Problem statement. Look through the data for the string "logo". Copy every line where it is found.

########################################

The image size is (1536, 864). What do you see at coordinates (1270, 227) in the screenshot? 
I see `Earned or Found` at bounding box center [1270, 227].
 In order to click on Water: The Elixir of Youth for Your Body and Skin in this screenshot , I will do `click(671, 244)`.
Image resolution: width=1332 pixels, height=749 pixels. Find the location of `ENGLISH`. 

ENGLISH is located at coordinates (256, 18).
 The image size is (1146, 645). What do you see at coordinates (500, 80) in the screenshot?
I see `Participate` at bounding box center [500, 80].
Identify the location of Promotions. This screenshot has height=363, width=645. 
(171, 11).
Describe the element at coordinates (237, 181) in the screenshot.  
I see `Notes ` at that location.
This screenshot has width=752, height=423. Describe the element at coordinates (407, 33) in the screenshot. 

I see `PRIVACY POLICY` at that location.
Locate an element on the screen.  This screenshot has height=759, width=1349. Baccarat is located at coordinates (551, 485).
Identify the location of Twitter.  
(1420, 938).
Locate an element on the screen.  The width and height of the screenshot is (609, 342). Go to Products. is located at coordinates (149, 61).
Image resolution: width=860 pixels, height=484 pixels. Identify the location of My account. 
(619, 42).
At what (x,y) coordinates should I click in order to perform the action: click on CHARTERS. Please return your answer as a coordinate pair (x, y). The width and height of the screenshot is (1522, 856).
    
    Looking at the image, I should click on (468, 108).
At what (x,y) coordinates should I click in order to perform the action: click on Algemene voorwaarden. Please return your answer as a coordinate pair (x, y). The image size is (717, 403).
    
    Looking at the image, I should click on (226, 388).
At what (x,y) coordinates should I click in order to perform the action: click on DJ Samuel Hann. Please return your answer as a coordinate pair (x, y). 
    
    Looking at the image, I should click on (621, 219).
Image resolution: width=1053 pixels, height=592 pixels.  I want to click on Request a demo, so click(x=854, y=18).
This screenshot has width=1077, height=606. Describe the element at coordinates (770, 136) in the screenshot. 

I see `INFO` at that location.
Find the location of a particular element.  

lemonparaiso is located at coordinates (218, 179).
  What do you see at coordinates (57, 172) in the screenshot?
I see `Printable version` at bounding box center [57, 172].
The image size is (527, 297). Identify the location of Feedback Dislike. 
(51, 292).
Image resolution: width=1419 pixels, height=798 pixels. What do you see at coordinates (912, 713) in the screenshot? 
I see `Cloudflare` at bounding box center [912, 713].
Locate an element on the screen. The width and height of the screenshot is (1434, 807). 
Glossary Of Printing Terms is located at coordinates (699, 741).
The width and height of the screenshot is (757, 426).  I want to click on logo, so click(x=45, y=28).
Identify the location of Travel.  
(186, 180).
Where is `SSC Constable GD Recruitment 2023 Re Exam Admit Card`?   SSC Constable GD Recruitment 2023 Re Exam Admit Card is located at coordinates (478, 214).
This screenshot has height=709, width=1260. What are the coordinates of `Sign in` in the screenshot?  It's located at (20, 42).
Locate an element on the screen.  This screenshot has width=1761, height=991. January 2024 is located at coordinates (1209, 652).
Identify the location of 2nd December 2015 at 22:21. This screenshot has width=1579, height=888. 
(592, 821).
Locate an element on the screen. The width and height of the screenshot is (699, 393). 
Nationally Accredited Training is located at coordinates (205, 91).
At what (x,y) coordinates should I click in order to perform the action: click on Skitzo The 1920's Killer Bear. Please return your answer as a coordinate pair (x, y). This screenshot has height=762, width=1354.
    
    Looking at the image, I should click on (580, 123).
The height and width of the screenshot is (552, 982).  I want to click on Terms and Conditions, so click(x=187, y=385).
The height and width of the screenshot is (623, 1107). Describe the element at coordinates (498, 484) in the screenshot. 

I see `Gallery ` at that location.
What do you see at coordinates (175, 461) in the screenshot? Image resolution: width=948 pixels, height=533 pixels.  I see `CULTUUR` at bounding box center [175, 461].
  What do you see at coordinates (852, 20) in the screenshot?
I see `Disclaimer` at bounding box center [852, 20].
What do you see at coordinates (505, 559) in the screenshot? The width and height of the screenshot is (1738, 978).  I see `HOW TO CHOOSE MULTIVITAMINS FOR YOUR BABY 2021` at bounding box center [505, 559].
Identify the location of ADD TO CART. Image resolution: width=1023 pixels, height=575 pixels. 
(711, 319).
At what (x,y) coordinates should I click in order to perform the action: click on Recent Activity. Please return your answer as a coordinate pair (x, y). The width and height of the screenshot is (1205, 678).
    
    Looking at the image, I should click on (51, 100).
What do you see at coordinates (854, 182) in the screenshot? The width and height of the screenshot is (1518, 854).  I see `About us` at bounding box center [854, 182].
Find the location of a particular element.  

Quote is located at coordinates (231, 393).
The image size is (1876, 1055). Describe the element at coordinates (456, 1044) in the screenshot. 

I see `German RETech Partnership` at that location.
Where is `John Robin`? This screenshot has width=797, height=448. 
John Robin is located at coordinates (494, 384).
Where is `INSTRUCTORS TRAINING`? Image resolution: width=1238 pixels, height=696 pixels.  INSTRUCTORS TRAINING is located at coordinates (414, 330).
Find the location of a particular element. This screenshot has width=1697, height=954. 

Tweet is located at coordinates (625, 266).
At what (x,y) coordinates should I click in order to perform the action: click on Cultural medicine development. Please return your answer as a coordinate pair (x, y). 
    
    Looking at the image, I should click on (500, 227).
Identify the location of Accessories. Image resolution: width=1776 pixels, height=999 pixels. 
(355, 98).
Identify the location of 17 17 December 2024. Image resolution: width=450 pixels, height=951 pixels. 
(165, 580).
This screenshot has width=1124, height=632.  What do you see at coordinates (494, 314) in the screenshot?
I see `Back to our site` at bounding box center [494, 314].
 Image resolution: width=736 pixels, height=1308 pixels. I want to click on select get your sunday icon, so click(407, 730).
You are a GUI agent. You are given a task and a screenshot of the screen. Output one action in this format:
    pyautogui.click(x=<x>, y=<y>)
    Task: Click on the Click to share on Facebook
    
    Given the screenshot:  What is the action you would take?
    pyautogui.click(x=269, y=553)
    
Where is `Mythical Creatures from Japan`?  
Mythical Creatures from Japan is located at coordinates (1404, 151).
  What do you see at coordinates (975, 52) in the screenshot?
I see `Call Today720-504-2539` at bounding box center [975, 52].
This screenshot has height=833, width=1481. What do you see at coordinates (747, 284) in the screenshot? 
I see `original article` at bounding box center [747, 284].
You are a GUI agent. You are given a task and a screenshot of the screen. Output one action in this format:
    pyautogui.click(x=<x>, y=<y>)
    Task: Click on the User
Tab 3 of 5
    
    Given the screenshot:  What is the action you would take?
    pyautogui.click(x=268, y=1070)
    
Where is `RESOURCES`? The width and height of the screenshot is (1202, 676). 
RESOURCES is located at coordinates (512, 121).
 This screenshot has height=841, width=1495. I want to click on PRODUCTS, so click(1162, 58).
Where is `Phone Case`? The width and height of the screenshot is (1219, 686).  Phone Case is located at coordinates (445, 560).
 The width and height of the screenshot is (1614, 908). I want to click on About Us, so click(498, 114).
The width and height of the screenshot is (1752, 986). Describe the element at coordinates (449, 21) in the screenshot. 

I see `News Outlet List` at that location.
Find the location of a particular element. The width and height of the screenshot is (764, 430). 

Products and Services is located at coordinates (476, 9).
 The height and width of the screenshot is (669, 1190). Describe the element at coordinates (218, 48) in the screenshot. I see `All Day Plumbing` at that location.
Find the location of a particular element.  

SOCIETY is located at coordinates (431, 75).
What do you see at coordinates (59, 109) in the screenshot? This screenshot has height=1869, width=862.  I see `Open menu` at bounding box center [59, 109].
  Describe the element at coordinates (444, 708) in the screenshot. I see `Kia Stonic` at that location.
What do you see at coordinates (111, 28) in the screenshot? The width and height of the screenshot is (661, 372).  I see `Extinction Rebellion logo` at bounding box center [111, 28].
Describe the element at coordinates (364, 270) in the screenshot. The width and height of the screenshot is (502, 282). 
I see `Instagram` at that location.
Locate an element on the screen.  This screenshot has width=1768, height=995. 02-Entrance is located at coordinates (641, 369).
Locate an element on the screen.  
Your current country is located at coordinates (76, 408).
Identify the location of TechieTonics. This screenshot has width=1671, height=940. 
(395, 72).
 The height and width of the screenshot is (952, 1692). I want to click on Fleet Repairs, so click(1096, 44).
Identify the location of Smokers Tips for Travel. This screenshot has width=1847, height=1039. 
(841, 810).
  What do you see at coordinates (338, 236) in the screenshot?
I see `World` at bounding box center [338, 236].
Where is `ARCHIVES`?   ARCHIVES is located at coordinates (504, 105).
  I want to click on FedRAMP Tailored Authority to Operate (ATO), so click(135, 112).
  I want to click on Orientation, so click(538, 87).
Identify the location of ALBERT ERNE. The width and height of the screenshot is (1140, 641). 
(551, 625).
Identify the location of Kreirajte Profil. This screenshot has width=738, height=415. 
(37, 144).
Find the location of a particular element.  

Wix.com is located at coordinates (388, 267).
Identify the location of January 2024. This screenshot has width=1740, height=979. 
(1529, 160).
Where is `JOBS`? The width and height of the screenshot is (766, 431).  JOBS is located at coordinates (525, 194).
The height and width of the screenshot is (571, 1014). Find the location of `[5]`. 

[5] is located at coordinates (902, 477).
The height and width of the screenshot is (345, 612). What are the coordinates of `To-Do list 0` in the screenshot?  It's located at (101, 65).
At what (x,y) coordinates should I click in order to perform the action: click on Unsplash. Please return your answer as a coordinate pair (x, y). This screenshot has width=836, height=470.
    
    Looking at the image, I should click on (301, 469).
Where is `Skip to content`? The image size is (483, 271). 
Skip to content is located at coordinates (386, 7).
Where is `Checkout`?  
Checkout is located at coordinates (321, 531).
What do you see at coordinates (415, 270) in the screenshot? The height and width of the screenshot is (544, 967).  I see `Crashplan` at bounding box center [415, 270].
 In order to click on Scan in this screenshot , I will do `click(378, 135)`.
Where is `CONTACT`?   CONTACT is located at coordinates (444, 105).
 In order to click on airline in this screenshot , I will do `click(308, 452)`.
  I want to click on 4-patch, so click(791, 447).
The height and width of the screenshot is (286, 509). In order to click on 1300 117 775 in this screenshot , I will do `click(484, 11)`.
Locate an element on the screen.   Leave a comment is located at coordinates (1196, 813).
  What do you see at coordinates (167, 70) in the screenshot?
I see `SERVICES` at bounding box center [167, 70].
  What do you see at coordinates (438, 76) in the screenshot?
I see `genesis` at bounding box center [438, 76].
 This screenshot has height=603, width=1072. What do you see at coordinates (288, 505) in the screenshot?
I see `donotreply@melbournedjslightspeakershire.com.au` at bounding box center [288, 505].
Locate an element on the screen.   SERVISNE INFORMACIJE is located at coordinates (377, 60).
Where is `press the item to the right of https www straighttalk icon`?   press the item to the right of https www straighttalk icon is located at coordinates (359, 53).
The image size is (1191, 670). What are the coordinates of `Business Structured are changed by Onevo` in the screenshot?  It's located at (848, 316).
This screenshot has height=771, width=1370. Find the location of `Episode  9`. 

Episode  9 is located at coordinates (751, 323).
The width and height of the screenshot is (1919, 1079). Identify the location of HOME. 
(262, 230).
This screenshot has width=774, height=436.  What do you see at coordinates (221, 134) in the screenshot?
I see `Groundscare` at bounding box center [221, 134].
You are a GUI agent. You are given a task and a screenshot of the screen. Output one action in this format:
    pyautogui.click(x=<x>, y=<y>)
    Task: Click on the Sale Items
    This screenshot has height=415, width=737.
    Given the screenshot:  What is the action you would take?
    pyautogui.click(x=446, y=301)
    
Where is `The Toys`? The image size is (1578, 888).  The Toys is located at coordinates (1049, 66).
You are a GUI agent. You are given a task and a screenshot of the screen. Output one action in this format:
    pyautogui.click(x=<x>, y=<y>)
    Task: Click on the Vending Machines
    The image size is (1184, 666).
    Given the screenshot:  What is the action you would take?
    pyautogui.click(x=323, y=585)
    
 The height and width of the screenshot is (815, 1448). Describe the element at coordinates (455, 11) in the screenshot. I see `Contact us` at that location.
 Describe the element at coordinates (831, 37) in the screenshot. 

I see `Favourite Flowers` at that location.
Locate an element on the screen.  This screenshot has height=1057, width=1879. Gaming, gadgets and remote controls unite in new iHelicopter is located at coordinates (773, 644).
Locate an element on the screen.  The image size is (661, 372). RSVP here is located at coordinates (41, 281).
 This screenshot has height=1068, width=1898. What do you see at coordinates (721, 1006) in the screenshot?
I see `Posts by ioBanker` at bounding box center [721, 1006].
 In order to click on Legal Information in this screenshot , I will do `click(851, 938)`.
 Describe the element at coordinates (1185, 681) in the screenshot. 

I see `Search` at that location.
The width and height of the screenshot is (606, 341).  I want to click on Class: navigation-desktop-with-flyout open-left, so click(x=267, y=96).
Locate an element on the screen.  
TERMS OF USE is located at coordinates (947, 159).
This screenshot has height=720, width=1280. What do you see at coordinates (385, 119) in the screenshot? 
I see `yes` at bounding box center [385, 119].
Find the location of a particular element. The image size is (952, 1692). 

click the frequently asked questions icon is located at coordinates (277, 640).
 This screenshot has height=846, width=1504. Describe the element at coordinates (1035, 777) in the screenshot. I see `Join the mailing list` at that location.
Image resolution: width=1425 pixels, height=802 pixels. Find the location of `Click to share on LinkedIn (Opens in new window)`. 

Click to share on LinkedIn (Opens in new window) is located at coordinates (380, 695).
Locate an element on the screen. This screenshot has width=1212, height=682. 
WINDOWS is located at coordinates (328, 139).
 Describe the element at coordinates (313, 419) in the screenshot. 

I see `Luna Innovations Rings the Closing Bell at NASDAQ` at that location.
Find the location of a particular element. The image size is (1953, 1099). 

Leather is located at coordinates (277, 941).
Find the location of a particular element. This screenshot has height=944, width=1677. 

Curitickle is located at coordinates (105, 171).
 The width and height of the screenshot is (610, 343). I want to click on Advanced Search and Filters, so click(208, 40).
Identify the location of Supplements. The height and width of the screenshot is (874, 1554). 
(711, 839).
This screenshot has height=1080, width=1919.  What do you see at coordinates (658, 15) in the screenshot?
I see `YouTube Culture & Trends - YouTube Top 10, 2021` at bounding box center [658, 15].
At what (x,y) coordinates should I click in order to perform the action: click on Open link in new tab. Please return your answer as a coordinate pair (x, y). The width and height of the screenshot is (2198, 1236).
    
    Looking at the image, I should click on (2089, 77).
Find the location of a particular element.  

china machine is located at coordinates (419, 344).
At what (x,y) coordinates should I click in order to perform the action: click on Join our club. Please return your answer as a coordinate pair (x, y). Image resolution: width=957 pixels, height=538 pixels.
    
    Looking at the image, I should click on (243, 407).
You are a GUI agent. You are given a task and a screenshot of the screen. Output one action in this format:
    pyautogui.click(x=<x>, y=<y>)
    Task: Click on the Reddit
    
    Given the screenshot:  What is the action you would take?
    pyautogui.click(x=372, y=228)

########################################

Finished exercise.
The width and height of the screenshot is (757, 426).  I want to click on logo, so click(x=45, y=28).
What do you see at coordinates (111, 28) in the screenshot? The width and height of the screenshot is (661, 372).  I see `Extinction Rebellion logo` at bounding box center [111, 28].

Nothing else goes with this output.